IEA president Bill Rawson says that, after taking legal advice, the organisation's national board - which published the tariffs on behalf of the eight regional institutes - made the decision in the light of Competition Commission crackdowns on professional and other associations which publish tariffs. The IEA last published tariffs in 2002.
The Competition Commissions regard tariffs in general as a form of price-fixing, and therefore as anti-competitive. During the past year, it has conducted several high-profile investigations into organisations such as law societies and medical associations.
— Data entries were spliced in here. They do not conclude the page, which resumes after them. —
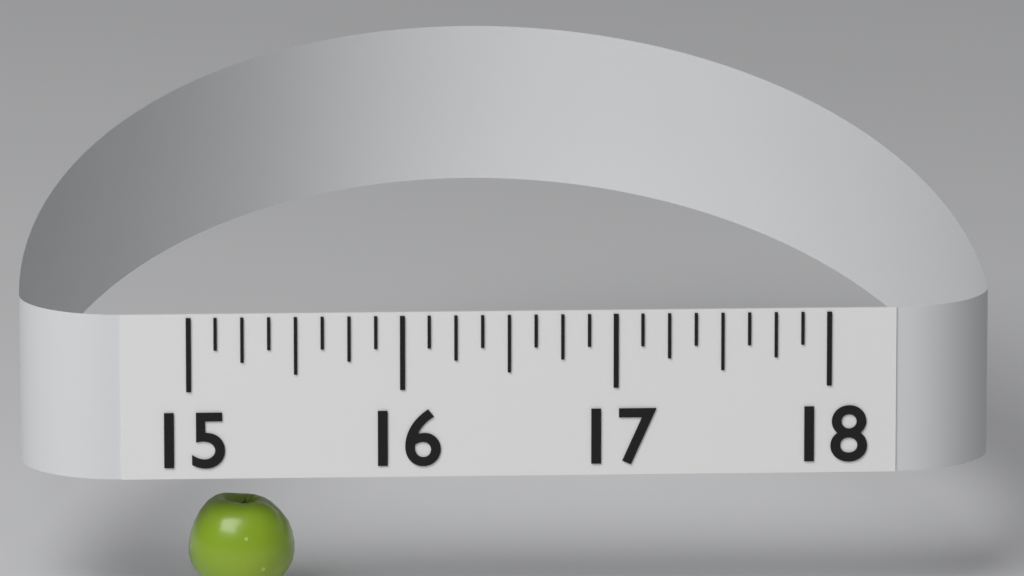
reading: 15.500 (no unit)
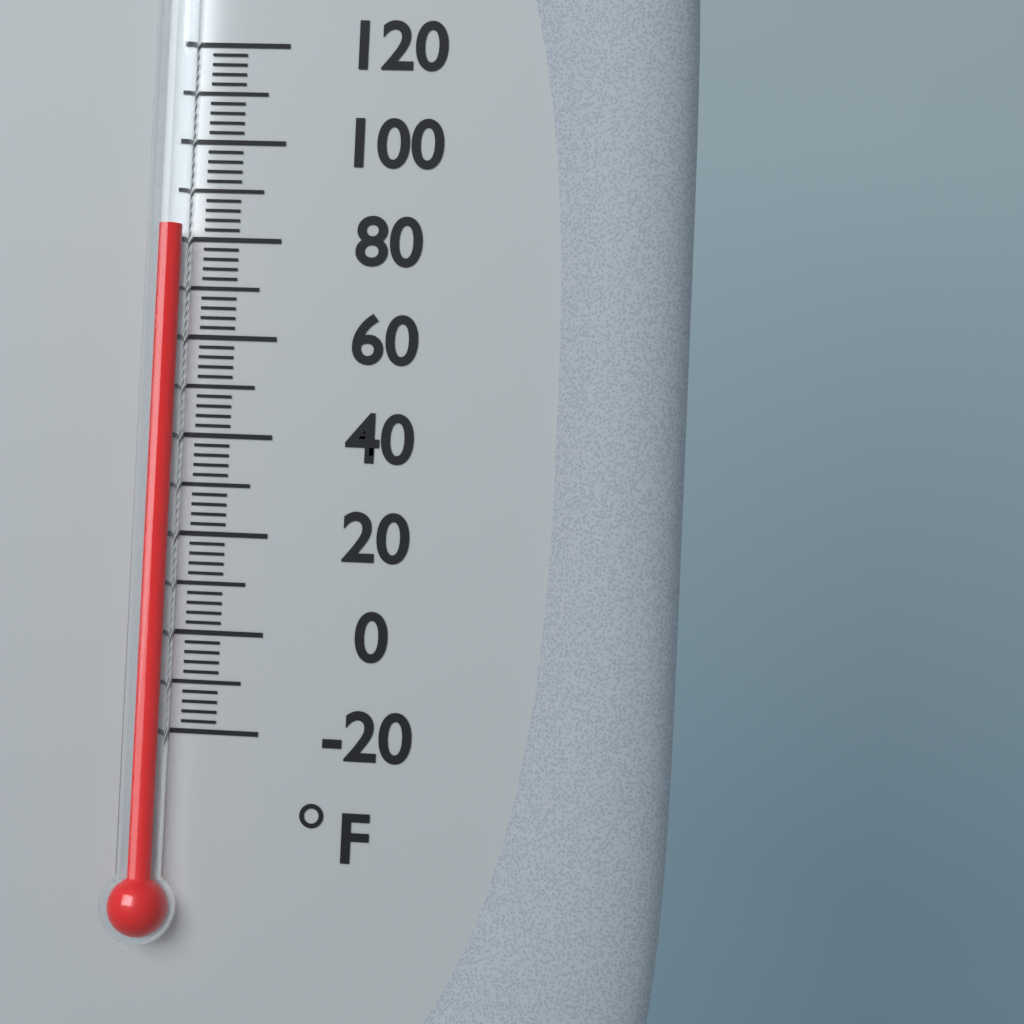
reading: 82 °F
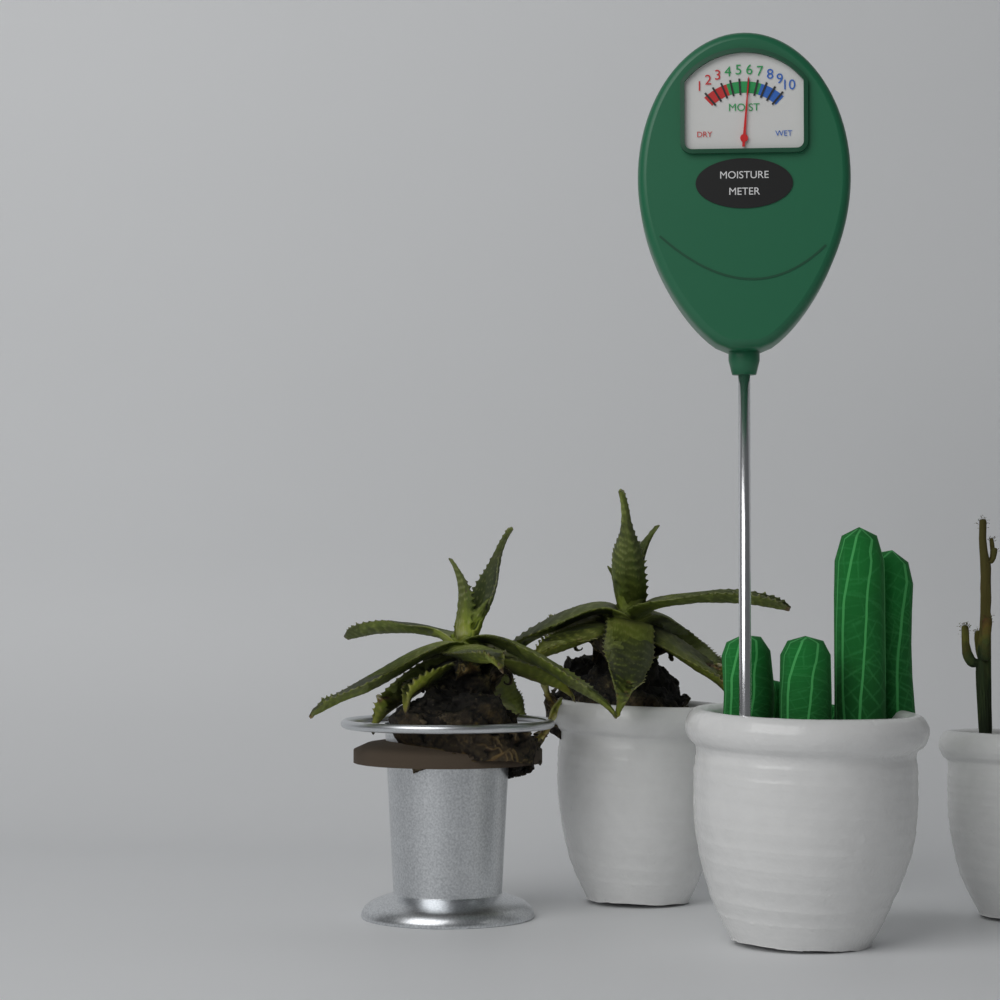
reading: 6 (no unit)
"Our decision was well-timed," says Rawson, "for indeed the Competition Commission have now begun an investigation into the tariff books which we published in the past. We and our regional institutes have provided the Commission with the information which they asked for, and we await their findings."
Rawson says the decision not to re-publish the tariffs should not be blown out of proportion, and nor should it be seen as a green light for estate agents to charge exorbitant commissions. "We must bear in mind," he says, "that the tariffs were never anything more than recommendations - guidelines if you like. They were not compulsory, and no attempt has ever been made to enforce them.
"We must also bear in mind that, since 1993, it has been a punishable offence for any estate agent, whether an IEA member or not, to make out that his commission rates are fixed, or prescribed in any way. Estate agent commissions are negotiable and have always been.
"The seller or landlord who is choosing an estate agent to sell or rent out his property ought, in any case, to agree on the commission before granting the mandate, and if he thinks the estate agent wants to charge too much, he is as free now, as he has always been, to negotiate the commission down to an acceptable level, or take his business elsewhere."